Staying focused on the issues makes political sense (you’re telling voters why it actually matters for you to win the election) and moral sense (politics determines whether people will suffer unnecessarily). I don’t think politics should be parasocial. We shouldn’t relate to elected officials like they’re sports stars or our favorite podcasters. The media is always going to to spit out endless personality-focused stories—they’re out for clicks and profit, not to inform you in any meaningful sense—but we need to remember that these politicians are public servants who are there to carry out a job, and our discussions should be about what kind of job they’re going to do, not what suit they’re going to wear while they do it or what playlist they’re going to have on. I realize I sound like a bit of a killjoy saying this, and I understand that you’ve got to inspire people as well, that you need to engage people, sometimes with fun TikTok videos and such.

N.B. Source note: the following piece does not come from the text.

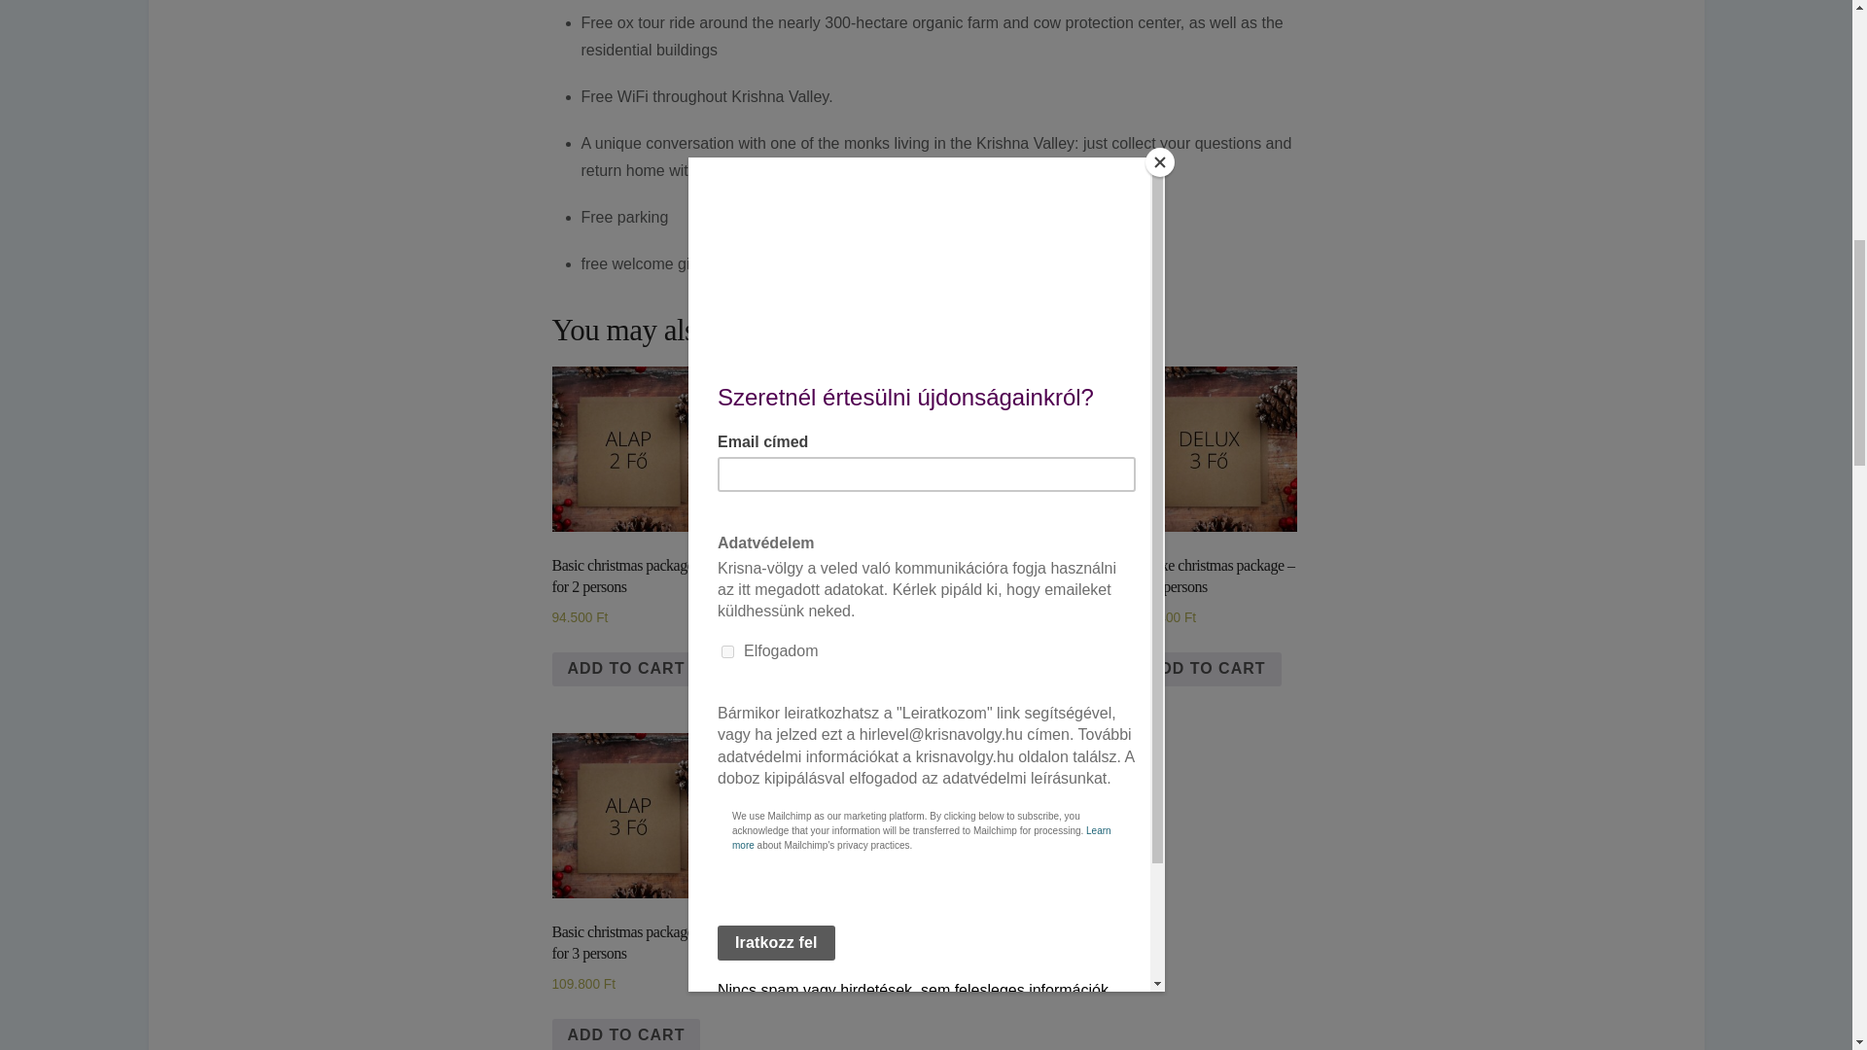  Describe the element at coordinates (1013, 669) in the screenshot. I see `ADD TO CART` at that location.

There’s nothing wrong with telling a good story people can relate to or having an engaging speaking style—as we know from people like Barack Obama, Bernie Sanders, and Alexandria Ocasio-Cortez, who all excel at this—but there’s got to be some substance (read: policy!) behind it. Bernie Sanders, the most popular left of center presidential candidate in recent memory, always focused on policy and fighting for working people. Just check out some of his campaign videos. An admittedly “grumpy” man, Sanders nonetheless performed well with youth in 2020, showing that you don’t have to conform to an idealized version of “likable” to do well in politics. The question is whether these things are going to drown out the substantive discussions that should form the core of all political discourse. It’s less fun and entertaining to talk about school lunches, food stamps, the war in Ukraine, and the atrocities in Gaza. But politics is serious stuff. It determines who lives and who dies. If it goes wrong, people literally get thrown out of helicopters. We have to consistently stay focused on what matters, and not let ourselves get distracted by trivia and drama.